Traditions and Interpretations

Theravada Buddhism, which closely follows the Pali Canon, maintains the strictest interpretation: intention is primary, and good intentions generate good karma even when outcomes are harmful. The Mahayana traditions generally agree on this point, though they emphasize additional factors like wisdom and the bodhisattva's commitment to beneficial outcomes.

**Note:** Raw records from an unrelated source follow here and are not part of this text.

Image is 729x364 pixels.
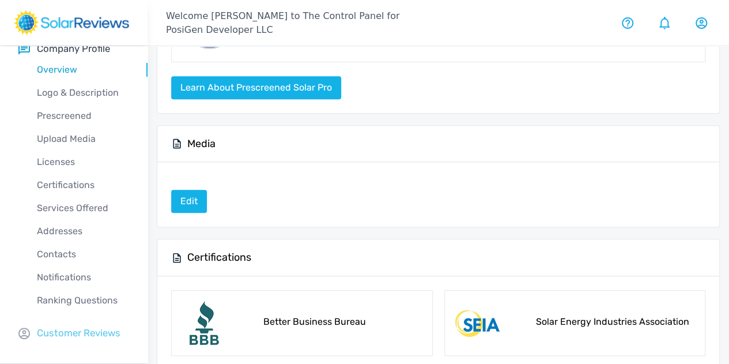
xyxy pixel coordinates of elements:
p: Contacts [18,247,148,261]
p: Certifications [18,178,148,192]
a: Edit [171,190,207,213]
a: Certifications [18,174,148,197]
p: Services Offered [18,201,148,215]
button: Learn about Prescreened Solar Pro [171,76,341,99]
img: icon_SEIA.png [454,300,501,346]
p: Upload Media [18,132,148,146]
p: Licenses [18,155,148,169]
a: Services Offered [18,197,148,220]
a: Overview [18,58,148,81]
p: Overview [18,63,148,77]
a: Prescreened [18,104,148,127]
a: Ranking Questions [18,289,148,312]
p: Company Profile [37,42,110,56]
h5: Certifications [187,251,251,264]
h5: Media [187,137,216,151]
h6: Better Business Bureau [264,316,423,330]
p: Addresses [18,224,148,238]
a: Learn about Prescreened Solar Pro [171,82,341,93]
p: Notifications [18,270,148,284]
a: Addresses [18,220,148,243]
p: Welcome [PERSON_NAME] to The Control Panel for PosiGen Developer LLC [166,9,439,37]
h6: Solar Energy Industries Association [536,316,696,330]
a: Licenses [18,151,148,174]
a: Logo & Description [18,81,148,104]
p: Prescreened [18,109,148,123]
a: Edit [171,195,207,206]
a: Notifications [18,266,148,289]
p: Customer Reviews [37,326,121,340]
a: Upload Media [18,127,148,151]
a: Contacts [18,243,148,266]
img: icon_BBB.png [181,300,227,346]
p: Logo & Description [18,86,148,100]
p: Ranking Questions [18,294,148,307]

Tibetan Buddhist thought adds layers about the subtle mental states involved in intention. Tsongkhapa's writings discuss how attachment or aversion mixed into an action can cloud even apparently good intentions. But even here, a purely good-hearted action gone wrong is treated differently from a harmful one.

Living With This Teaching

This teaching offers both freedom and responsibility. You are not karmically responsible for outcomes beyond your reasonable control. At the same time, you bear full responsibility for cultivating wise, careful, and genuinely compassionate intentions. Buddhism asks you to act thoughtfully, to educate yourself, to consider likely consequences—and then to accept that you cannot control everything.

The point is not indifference to harm. Rather, it directs your moral energy toward developing clearer intentions, deeper wisdom, and better understanding of how actions ripple outward. You are responsible for your heart and mind; the universe handles the rest.

How we write. We present the teaching as the tradition records it, drawing on primary texts and authoritative commentaries. We note where traditions differ. We do not prescribe practice or claim to offer spiritual guidance.